**Task statement:** Find "You are a GUI" and "The height and" in the records below. Copy the lines holding them and every line between, exactly, and no others.

**********

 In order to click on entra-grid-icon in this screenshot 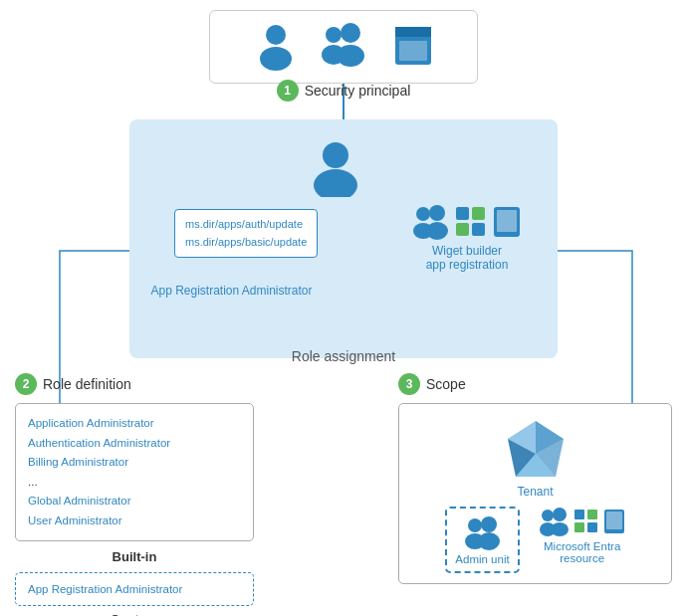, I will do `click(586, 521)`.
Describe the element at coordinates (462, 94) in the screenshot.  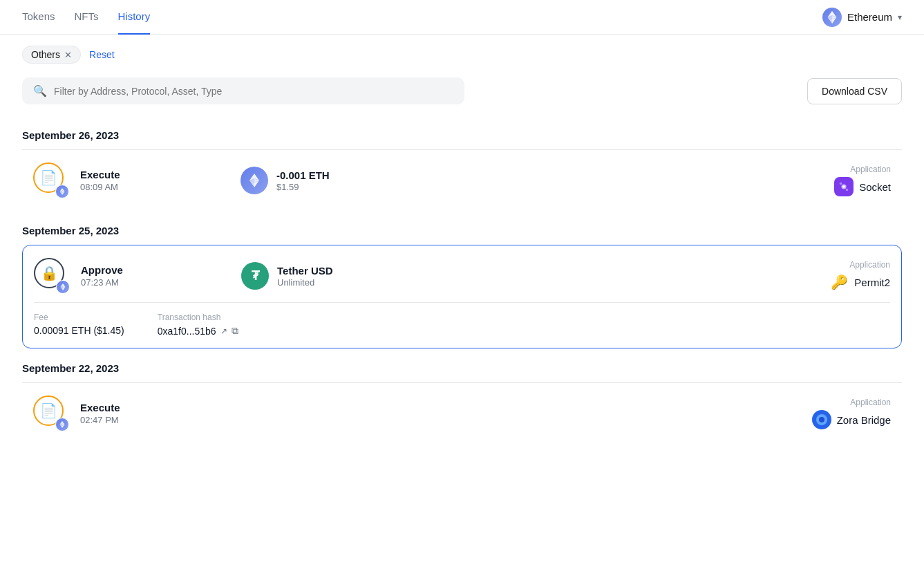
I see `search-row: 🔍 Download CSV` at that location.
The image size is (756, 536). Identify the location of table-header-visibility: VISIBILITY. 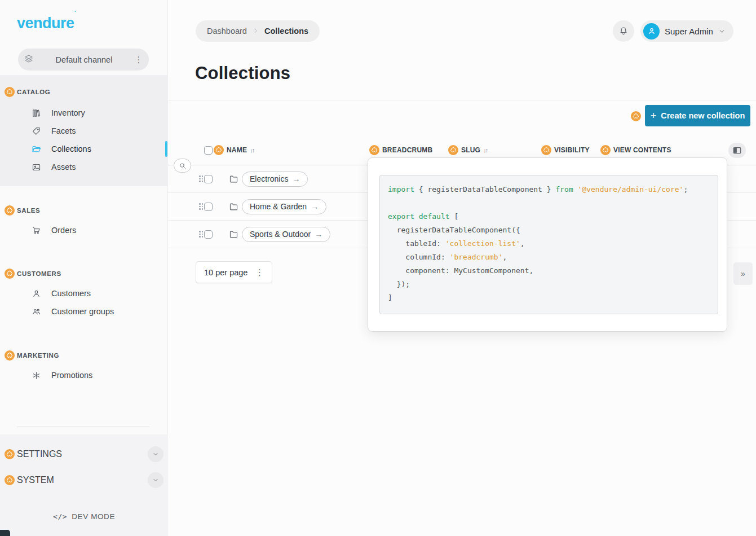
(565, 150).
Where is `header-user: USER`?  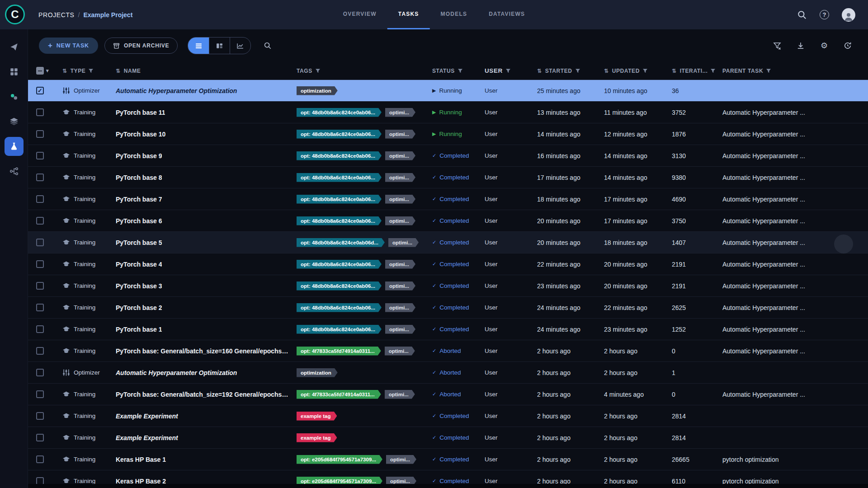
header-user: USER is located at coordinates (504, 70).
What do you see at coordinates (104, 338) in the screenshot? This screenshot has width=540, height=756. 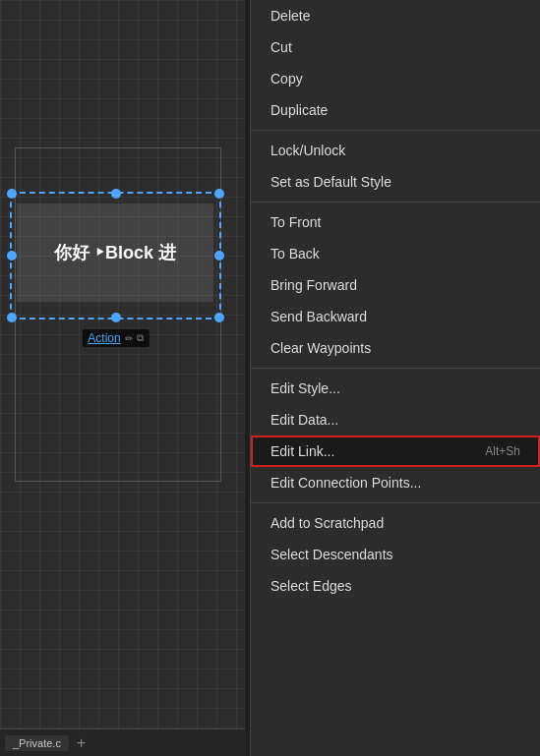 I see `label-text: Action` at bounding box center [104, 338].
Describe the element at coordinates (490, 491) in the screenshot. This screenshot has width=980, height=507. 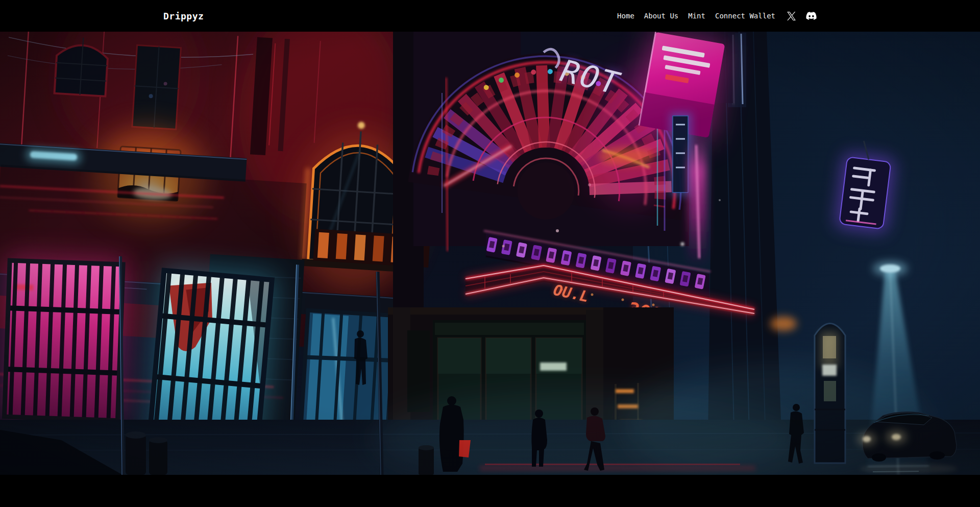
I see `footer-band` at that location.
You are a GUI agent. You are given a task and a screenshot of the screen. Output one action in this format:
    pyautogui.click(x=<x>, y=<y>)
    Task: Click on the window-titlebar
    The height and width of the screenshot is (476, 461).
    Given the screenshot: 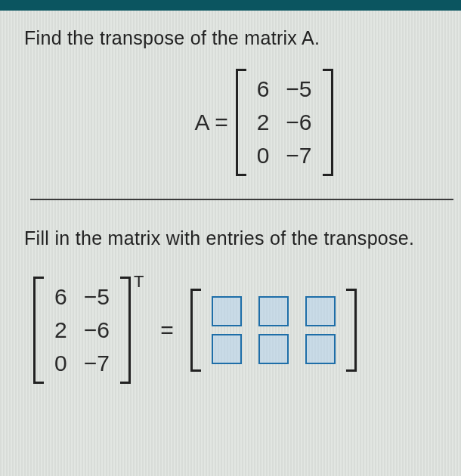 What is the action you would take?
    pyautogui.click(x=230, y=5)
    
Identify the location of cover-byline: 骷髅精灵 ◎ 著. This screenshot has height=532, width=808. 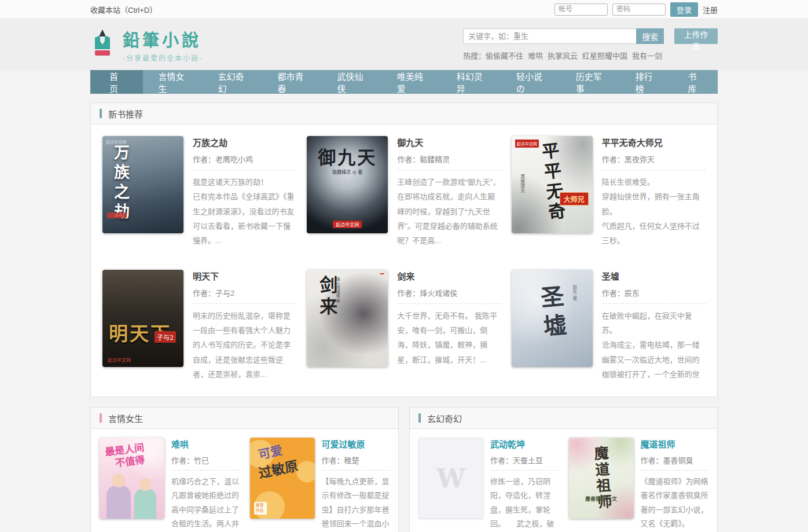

**********

**The completed task:**
You are a GUI agent. You are given a task and a screenshot of the screen. Output one action in this format:
    pyautogui.click(x=<x>, y=<y>)
    Task: Click on the window-titlebar
    The height and width of the screenshot is (476, 461).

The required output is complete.